Dear Editor,
So, Exxon’s stock price fell 12% in the immediate aftermath of the ruling by Judge Sandil Kissoon relative to insurance coverage. The holding by Judge Kissoon is being hailed far and wide as a “landmark” one. The only exception, and it is a most conspicuous one, is all of the PPP Government, none more than the Vice President, Bharrat Jagdeo, and the even more Attorney General, Mohabir Anil Nandlall. Exxon’s shareholders ran for cover earlier in this merry month of May, when some of them unloaded their shares. To put this into perspective, a 12% stock price decline within such a brief period of market operations, all of three days, is not just a double-digit decline, but a precipitous one. This takes on added weight when one considers the highflying status of Exxon among Wall Street analysts, and others who look upon the company and its prospects (Guyana) as a special darling. In other words, Exxon is the stock that just has to be had.
It would have been some real heavy hitters to make that kind of dent in the share price. That is, shareholders with huge holdings of the Exxon common stock, such as in tens of millions of shares. For Exxon to decline in that short space by 12% is more than a hard fall. It is groundbreaking and all came about from the ruling of the same description by Guyana’s Judge Sandil Kissoon. From my reading, shareholders did not like what came out of Guyana, the most watched country in the universe. In fact, I would go so far as to say that some of them are more than nervous, so they headed for the exits. They remember Mocambo and Deepwater Horizon and the Gulf of Mexico involving the UK’s BP. They also recall the Exxon Valdez in Prince William Sound, Alaska, and Exxon’s spill into New York-New Jersey waters, decades ago, and that makes them highly uneasy. Highly uneasy because Exxon has a reputation among its peers for going past the limit. In a poor, technologically at sea new Third World oil producer like Guyana, that is paradise for Exxon, which now has an unlimited and uninhibited (literally both) range in its fields of operations offshore.
With a 12% share price fall, it means that in the space of 72 hours, tens of billions in market capitalization went down the tubes. Not to worry, because Exxon is poised in its fundamentals to bounce right back: the underpinnings are there, and so also are the robust prospects, a lot of which is vested in Guyana’s rich oilfields. Steve Coll, author of “Private Empire, ExxonMobil and American Power” made the point that Exxon has 25% of its production coming from Guyana, which gives this country a tremendous amount of leverage. Most inexplicably, definitely regrettably, this massive leverage is what the PPP Government, sitting in the driver’s seat, yields to Exxon without so much as a crumb for it, even the pretense of a fight for it. How does Vice President Jagdeo sleep, live with himself? To what extent does this strip the Attorney General of Guyana, Anil Nandlall, of his learning, his dignity, his standing?
Meanwhile, the shareholders of Exxon have paid note, and how. What was once the sure thing of Guyana, has now become a place of some uncertainty. Risks and probabilities, and the costs of covering those risks to a reasonable level. Finally, somebody (five of them in fact: Messrs. Collins, Whyte, Janki, Jairam, and Kissoon) have made the people at Exxon and their shareholders pause in their counting the fabulous eggs coming out of the Guyanese oil hatcheries, and arrive to a startling place. There are human beings over there in Guyana, and not just oil. Those flesh and blood people are concerned, more than apprehensive, about the devastations that could emerge out of a life changing oil spill, since they could lose thrice, and by irrecoverable margins. First, there would be the costs associated with internal damage to Guyana, which could be insurmountable by themselves. Second, the spread from a severe spill could reach into the region, which has its own liabilities, another unending instance of cringing. And third, the unhappy result would be that all the oil money that should have, could have, come to Guyana goes up in a puff of smoke.
So, in the runaway excitements about Guyana and its oil wealth-high quality and cheap-there is now that ‘but’ planted in the minds of the people, who were only too delighted to count their dividends, add up their profits, and cheer their shareholders. There is that one new thought now swirling in the canyons of Wall Street and the high corporate offices of State Street and Blackrock, and it is this: what are those Guyanese people going to coming up with next? It is what worries, sends scuttling.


• WORK ITEM: Write every record below out exactly; no images.

Collected data
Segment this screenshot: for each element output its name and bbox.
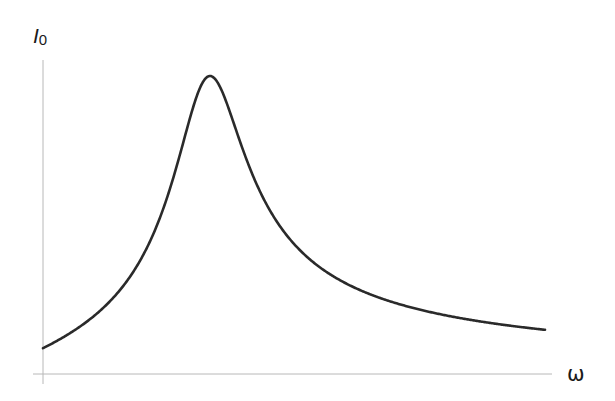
y-axis-label-subscript: 0 — [39, 31, 47, 48]
y-axis-label-main: I — [33, 24, 39, 47]
y-axis-label: I0 — [33, 24, 47, 48]
x-axis-label: ω — [567, 362, 585, 386]
resonance-chart — [0, 0, 615, 401]
resonance-curve — [43, 76, 545, 348]
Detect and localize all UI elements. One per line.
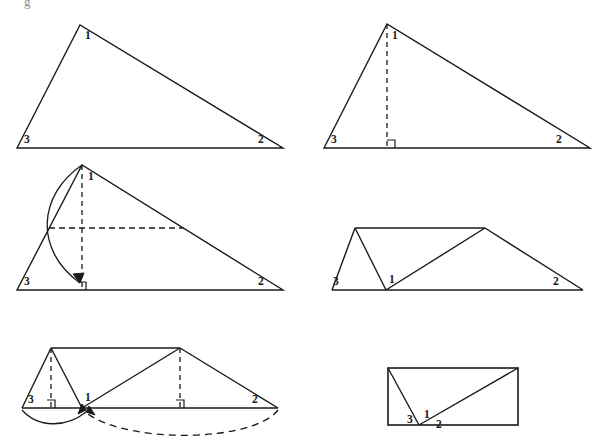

• SOLVED PROBLEM:
Segment this screenshot: for each element output its name and bbox.
y-axis-label-subscript: 0 — [39, 31, 47, 48]
y-axis-label-main: I — [33, 24, 39, 47]
y-axis-label: I0 — [33, 24, 47, 48]
x-axis-label: ω — [567, 362, 585, 386]
resonance-chart — [0, 0, 615, 401]
resonance-curve — [43, 76, 545, 348]
Detect and localize all UI elements. One per line.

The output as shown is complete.